Ranpo hesitated—just enough to show that he was still clinging to the last scraps of resistance—then slumped onto his side. Fukuzawa pressed the cool cloth gently to his forehead, and Ranpo let out an involuntary sigh, eyelids fluttering. The relief was instant. His body melted into the cushions as if finally allowed to stop holding itself so tensely; his feet curled against the armrest, grounding into the familiar texture.
“Better?” Fukuzawa asked.
Ranpo made a small noise of assent, too sleepy to answer properly.
Fukuzawa adjusted the cloth and sat back, one knee bent, watching him. Ranpo curled instinctively toward the source of care, his earlier brattiness melting into something softer and smaller. His legs tucked up; one hand drifted toward the edge of Fukuzawa’s yukata and settled there without thought, as if to anchor himself. It was the kind of unconscious gesture that said more than words: a child testing the permanence of safety, and finding it solid. His breathing hitched once when he shifted—then evened out, syncing with the ambient hum of cicadas outside.
“You’ll need medicine if the fever climbs,” Fukuzawa murmured.
Ranpo cracked one eye open. “I hate the taste.”
“I know.”
He waited a beat. “But you’ll still take it.”
A tiny pout. “…Yeah.” His fingers gave the fabric of Fukuzawa’s yukata a tiny, embarrassed tug.
Fukuzawa’s lips twitched. “Good.”
Outside, cicadas droned in the thick summer air, their chorus steady and unrelenting.

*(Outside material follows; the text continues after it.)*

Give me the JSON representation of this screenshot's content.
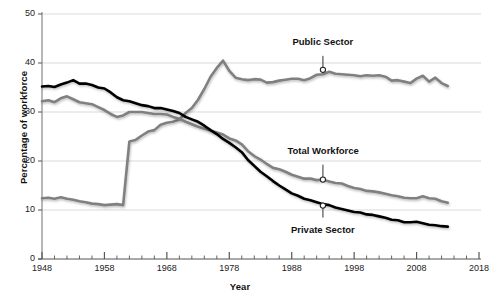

Inside, the house was dim and still, save for the quiet hum of a fan and Ranpo’s soft, congested breathing. His earlier restlessness had ebbed; he was finally still, cocooned in the quiet authority that surrounded Fukuzawa like a second skin.
Ranpo sniffled and shifted again, voice barely above a whisper. “You’re staying here, right?”
Fukuzawa glanced down at him. Ranpo wasn’t looking directly; his eyes were half-lidded, unfocused, a sure sign that the fever and exhaustion were finally winning. The question wasn’t about logistics. It was about safety.
“Yes,” Fukuzawa said simply.
Ranpo relaxed fully at that, tension draining from his shoulders. A small, satisfied hum escaped him—a sound Fukuzawa wouldn’t dare comment on. Within minutes, his breathing deepened into the rhythm of sleep, fever-flushed cheeks pressed into the couch cushion, hand still loosely gripping the edge of Fukuzawa’s sleeve.
Fukuzawa exhaled quietly. He reached out and brushed the damp hair off Ranpo’s forehead, checking the temperature again with practiced ease. Still warm, but stable. He’d keep watch; fevers had a way of creeping up unnoticed on summer nights.
As he sat back, papers abandoned, he found himself caught between exasperation and something gentler. Ranpo was infuriating when he was sick—dramatic, stubborn, impossible. And yet, watching him curled up and trusting like this, it was difficult to feel anything but quiet fondness.
Fukuzawa adjusted the damp cloth one last time. “Honestly,” he murmured to the sleeping boy, “you make everything complicated.”
Ranpo, deep in sleep, didn’t answer. But his fingers twitched lightly against Fukuzawa’s sleeve, as if even unconscious, he was reluctant to let go.